Eleven year-old Amla lives in pre-partition Karachi with her ba and bapu. She has an innocent childhood, spending her evenings on the balcony sucking on Kulfis, comforted by the consisten rhythm of her life. Little does she know how drastically her life will change in a matter of months. Of how she would have to pack her entire life, leave her closest friend behind and move away. She also is surprised when she learns of the existence of an ancestral tapestry. And how when her name is sewn into it, she will be able to access the memories of every women that came before her. Of the power that this tapestry gives her.

The next storyline is that of Arni's, Arni is the youngest child and grows up shadowed by her siblings, Vibha and Anurag. She yearns for the attention her mother showers on Vibha and envies the closeness between Vibha and Anurag. Growing up with parents who don't love each other, she feels lost about her identity and rebels against her uncertain surroundings.
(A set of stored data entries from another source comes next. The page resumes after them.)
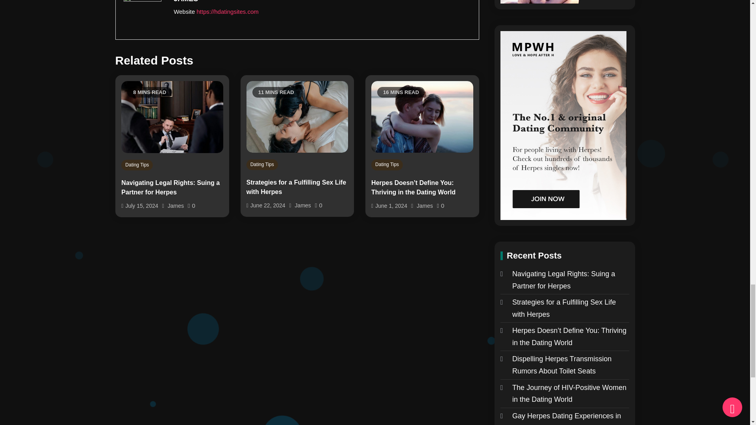 The image size is (756, 425). I want to click on Posts by James, so click(321, 2).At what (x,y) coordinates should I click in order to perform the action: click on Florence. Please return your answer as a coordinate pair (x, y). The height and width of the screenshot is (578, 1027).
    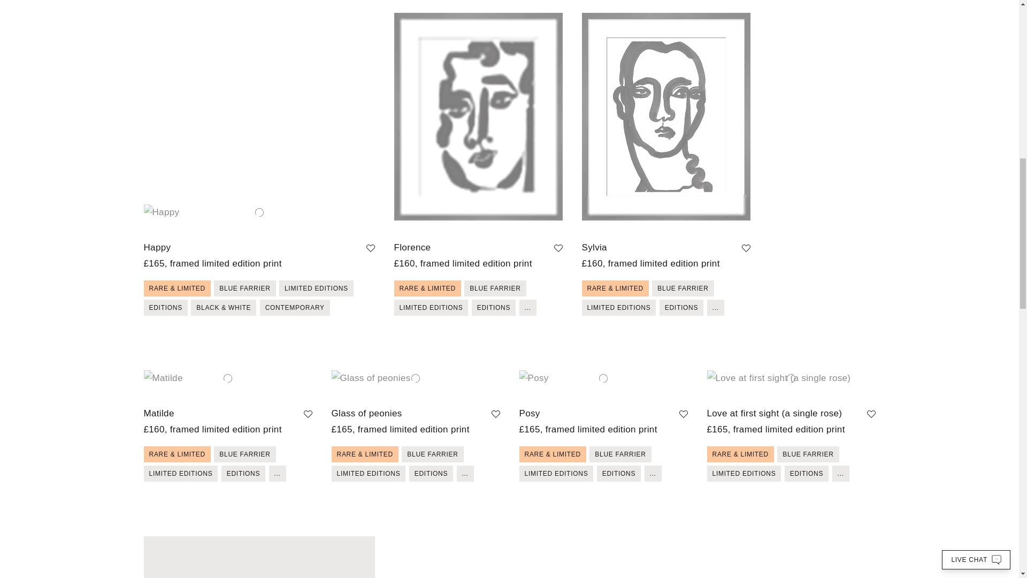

She doesn't realize that soon she will be entrusted with the responsibility she has always wanted, but with consequences she didn't ask for.

This is a fantastic debut by Asha Thanki. It is well researched, and incredibly well written - it offers such real and vivid descriptions. The author expertly explores lives of women set during major historical events in India. It explores the power imbalance between men and women, it explores the cultural and religious tension and I think its so important that more people read it.

The book will make you think about the life and experiences of your mother. It will make you contemplate about the women in your family and the profound impacts of their experiences. It reminds that you are shaped by the collective experiences and sacrifices of those who came before you.

The tone of the narratives for these women initially seemed somewhat alike, but as the story unfolds, each women is realized fully, materialized by her decisions and even her mistakes. Amla grows up sheltered with loving parents, while Arni's childhood is starkly different, with parents that get an arranged marriage - for stability and not love. It offers insight into how the environment you grow up in, the people around you and even the societal norms at the time will shape your identity.

Ultimately, this is a beautiful story of womanhood and motherhood, set against the backdrop of India's tumultuous partition era. It is a tale that is both moving and thought-provoking.

Thanks to Netgalley and Viking books for an ARC of this book!